Telangana’s SCCL Seeks To Be ‘Net Zero’ By 2024

Highlights :

  • While SCCL’s Net zero claims are not exactly correct, it is laudable that operations at the coal mining firm will be powered by renewable energy by 2024.
Telangana’s SCCL Seeks To Be ‘Net Zero’ By 2024

Singareni Collieries Company Ltd (SCCL), a critical coal mining firm that helps meet Telangana’s needs, has declared a plan to become net zero on its electricity consumption by 2024. The firm plans to achieve this mostly on the back of augmenting its solar power generation capacity to 450 megawatts. This it hopes will help it generate 700 million units of energy , equivalent to the amount of energy it consumes every year. Of course, for the company to call it ‘net zero ‘ otherwise would be a fallacy, considering the environmental impact and other emissions it is responsible for, beyond energy consumption for extracting coal and related activities.

SCCL is jointly owned by the Government of Telangana and Government of India on a 51:49 equity basis. The Singareni coal reserves stretch across 350 Km of the Pranahita – Godavari Valley of Telangana with a proven geological reserves aggregating to a whopping 8791 million tonnes. SCCL is currently operating 20 opencast and 24 underground mines in 4 districts of Telangana with a manpower around 43,895.

SCCL’s  700 MU of energy for coal production is used across its 42 mines and also for use in its offices and residential colonies occupied by about 43,000 workers and employees. The company picked on solar power  as an option early in 2020 to reduce its purchases from the grid,

It has an existing 224 MW capacity solar plant across its mines to support mining needs, and a doubling of this capacity will take it to a generation level that it expects will meet all its energy needs from Solar. Even that will be a possible first among PSUs in India.

76 MW capacity is expected to be commissioned by June this year. In the second phase, solar plants with a capacity of 150 MW would be developed in Bhupalapally, Mandamarri and other areas by 2024-end.

As of Fy2020, the last year for which financials are available on its site, the firm had a turnover of just under Rs 20,000 crore, and was operating with a profit margin of close to 5%, or Rs 1000 crore.

Meanwhile coal major CIL (Coal India Limited), which has ambitious renewable energy plans of its own is still awaiting the results of the PLI phase 2 tender where it hopes to get backing for it’s solar manufacturing plans. Besides that, CIL has also been pushing for solar energy itself, but remains nowhere close to ‘net zero’ on electricity consumption too, till perhaps 2027-28.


## Assigned task
Each entry below should appear again exactly as written, without pictures.

Collection entries:
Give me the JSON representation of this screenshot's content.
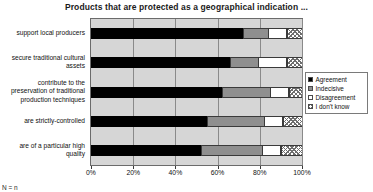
{
  "chart_data": {
    "type": "bar",
    "orientation": "horizontal",
    "stacked": true,
    "normalized": true,
    "title": "Products that are protected as a geographical indication ...",
    "xlabel": "",
    "ylabel": "",
    "xlim": [
      0,
      100
    ],
    "xticks": [
      0,
      20,
      40,
      60,
      80,
      100
    ],
    "xtick_labels": [
      "0%",
      "20%",
      "40%",
      "60%",
      "80%",
      "100%"
    ],
    "grid": true,
    "legend_position": "right",
    "categories": [
      "support local producers",
      "secure traditional cultural assets",
      "contribute to the preservation of traditional production techniques",
      "are strictly-controlled",
      "are of a particular high quality"
    ],
    "series": [
      {
        "name": "Agreement",
        "color": "#000000",
        "pattern": "solid",
        "values": [
          72,
          66,
          62,
          55,
          52
        ]
      },
      {
        "name": "Indecisive",
        "color": "#8f8f8f",
        "pattern": "solid",
        "values": [
          12,
          13,
          23,
          27,
          29
        ]
      },
      {
        "name": "Disagreement",
        "color": "#ffffff",
        "pattern": "solid",
        "values": [
          9,
          14,
          9,
          9,
          9
        ]
      },
      {
        "name": "I don't know",
        "color": "#ffffff",
        "pattern": "crosshatch",
        "values": [
          7,
          7,
          6,
          9,
          10
        ]
      }
    ]
  },
  "legend": {
    "items": [
      {
        "label": "Agreement",
        "swatch": "swatch-agreement-icon"
      },
      {
        "label": "Indecisive",
        "swatch": "swatch-indecisive-icon"
      },
      {
        "label": "Disagreement",
        "swatch": "swatch-disagreement-icon"
      },
      {
        "label": "I don't know",
        "swatch": "swatch-dontknow-icon"
      }
    ]
  },
  "footnote": "N =  n"
}
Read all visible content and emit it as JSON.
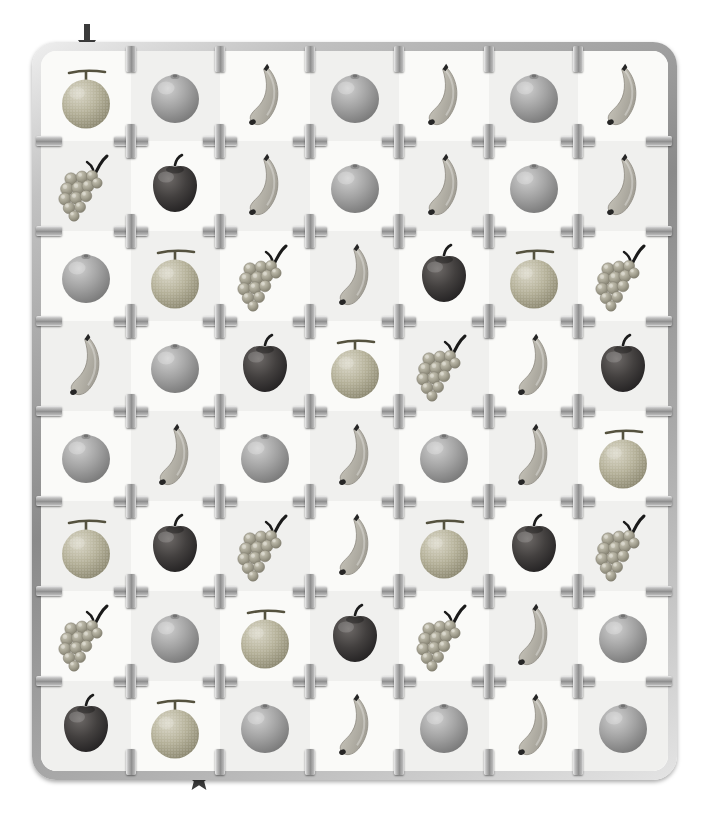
{
  "puzzle": {
    "title": "Fruit sprue grid puzzle",
    "grid": {
      "rows": 8,
      "cols": 7
    },
    "background_colors": {
      "light": "#fafaf8",
      "dark": "#f0f0ee",
      "panel": "#f7f7f5"
    },
    "frame": {
      "name": "plastic-model-sprue-frame",
      "metal_light": "#ededed",
      "metal_mid": "#909090",
      "metal_dark": "#6f6f6f"
    },
    "markers": [
      {
        "name": "start-arrow",
        "glyph": "down-arrow",
        "color": "#3a3a3a",
        "position": "top-edge-column-1"
      },
      {
        "name": "goal-star",
        "glyph": "five-point-star",
        "color": "#3a3a3a",
        "position": "bottom-edge-column-2"
      }
    ],
    "fruit_legend": [
      {
        "key": "melon",
        "label": "Melon",
        "color": "#b8b49f",
        "accent": "#8e8a76"
      },
      {
        "key": "orange",
        "label": "Orange",
        "color": "#a8a8a8",
        "accent": "#7d7d7d"
      },
      {
        "key": "banana",
        "label": "Banana",
        "color": "#bdbdb5",
        "accent": "#2b2b2b"
      },
      {
        "key": "apple",
        "label": "Apple",
        "color": "#4a4a4a",
        "accent": "#1d1d1d"
      },
      {
        "key": "grapes",
        "label": "Grapes",
        "color": "#a9a99b",
        "accent": "#202020"
      }
    ],
    "cells": [
      [
        "melon",
        "orange",
        "banana",
        "orange",
        "banana",
        "orange",
        "banana"
      ],
      [
        "grapes",
        "apple",
        "banana",
        "orange",
        "banana",
        "orange",
        "banana"
      ],
      [
        "orange",
        "melon",
        "grapes",
        "banana",
        "apple",
        "melon",
        "grapes"
      ],
      [
        "banana",
        "orange",
        "apple",
        "melon",
        "grapes",
        "banana",
        "apple"
      ],
      [
        "orange",
        "banana",
        "orange",
        "banana",
        "orange",
        "banana",
        "melon"
      ],
      [
        "melon",
        "apple",
        "grapes",
        "banana",
        "melon",
        "apple",
        "grapes"
      ],
      [
        "grapes",
        "orange",
        "melon",
        "apple",
        "grapes",
        "banana",
        "orange"
      ],
      [
        "apple",
        "melon",
        "orange",
        "banana",
        "orange",
        "banana",
        "orange"
      ]
    ]
  }
}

## Result of the exercise
Give me the JSON representation of this screenshot's content.
{
  "chart_data": {
    "type": "bar",
    "orientation": "horizontal",
    "stacked": true,
    "normalized": true,
    "title": "Products that are protected as a geographical indication ...",
    "xlabel": "",
    "ylabel": "",
    "xlim": [
      0,
      100
    ],
    "xticks": [
      0,
      20,
      40,
      60,
      80,
      100
    ],
    "xtick_labels": [
      "0%",
      "20%",
      "40%",
      "60%",
      "80%",
      "100%"
    ],
    "grid": true,
    "legend_position": "right",
    "categories": [
      "support local producers",
      "secure traditional cultural assets",
      "contribute to the preservation of traditional production techniques",
      "are strictly-controlled",
      "are of a particular high quality"
    ],
    "series": [
      {
        "name": "Agreement",
        "color": "#000000",
        "pattern": "solid",
        "values": [
          72,
          66,
          62,
          55,
          52
        ]
      },
      {
        "name": "Indecisive",
        "color": "#8f8f8f",
        "pattern": "solid",
        "values": [
          12,
          13,
          23,
          27,
          29
        ]
      },
      {
        "name": "Disagreement",
        "color": "#ffffff",
        "pattern": "solid",
        "values": [
          9,
          14,
          9,
          9,
          9
        ]
      },
      {
        "name": "I don't know",
        "color": "#ffffff",
        "pattern": "crosshatch",
        "values": [
          7,
          7,
          6,
          9,
          10
        ]
      }
    ]
  },
  "legend": {
    "items": [
      {
        "label": "Agreement",
        "swatch": "swatch-agreement-icon"
      },
      {
        "label": "Indecisive",
        "swatch": "swatch-indecisive-icon"
      },
      {
        "label": "Disagreement",
        "swatch": "swatch-disagreement-icon"
      },
      {
        "label": "I don't know",
        "swatch": "swatch-dontknow-icon"
      }
    ]
  },
  "footnote": "N =  n"
}
Read all visible content and emit it as JSON.
{
  "puzzle": {
    "title": "Fruit sprue grid puzzle",
    "grid": {
      "rows": 8,
      "cols": 7
    },
    "background_colors": {
      "light": "#fafaf8",
      "dark": "#f0f0ee",
      "panel": "#f7f7f5"
    },
    "frame": {
      "name": "plastic-model-sprue-frame",
      "metal_light": "#ededed",
      "metal_mid": "#909090",
      "metal_dark": "#6f6f6f"
    },
    "markers": [
      {
        "name": "start-arrow",
        "glyph": "down-arrow",
        "color": "#3a3a3a",
        "position": "top-edge-column-1"
      },
      {
        "name": "goal-star",
        "glyph": "five-point-star",
        "color": "#3a3a3a",
        "position": "bottom-edge-column-2"
      }
    ],
    "fruit_legend": [
      {
        "key": "melon",
        "label": "Melon",
        "color": "#b8b49f",
        "accent": "#8e8a76"
      },
      {
        "key": "orange",
        "label": "Orange",
        "color": "#a8a8a8",
        "accent": "#7d7d7d"
      },
      {
        "key": "banana",
        "label": "Banana",
        "color": "#bdbdb5",
        "accent": "#2b2b2b"
      },
      {
        "key": "apple",
        "label": "Apple",
        "color": "#4a4a4a",
        "accent": "#1d1d1d"
      },
      {
        "key": "grapes",
        "label": "Grapes",
        "color": "#a9a99b",
        "accent": "#202020"
      }
    ],
    "cells": [
      [
        "melon",
        "orange",
        "banana",
        "orange",
        "banana",
        "orange",
        "banana"
      ],
      [
        "grapes",
        "apple",
        "banana",
        "orange",
        "banana",
        "orange",
        "banana"
      ],
      [
        "orange",
        "melon",
        "grapes",
        "banana",
        "apple",
        "melon",
        "grapes"
      ],
      [
        "banana",
        "orange",
        "apple",
        "melon",
        "grapes",
        "banana",
        "apple"
      ],
      [
        "orange",
        "banana",
        "orange",
        "banana",
        "orange",
        "banana",
        "melon"
      ],
      [
        "melon",
        "apple",
        "grapes",
        "banana",
        "melon",
        "apple",
        "grapes"
      ],
      [
        "grapes",
        "orange",
        "melon",
        "apple",
        "grapes",
        "banana",
        "orange"
      ],
      [
        "apple",
        "melon",
        "orange",
        "banana",
        "orange",
        "banana",
        "orange"
      ]
    ]
  }
}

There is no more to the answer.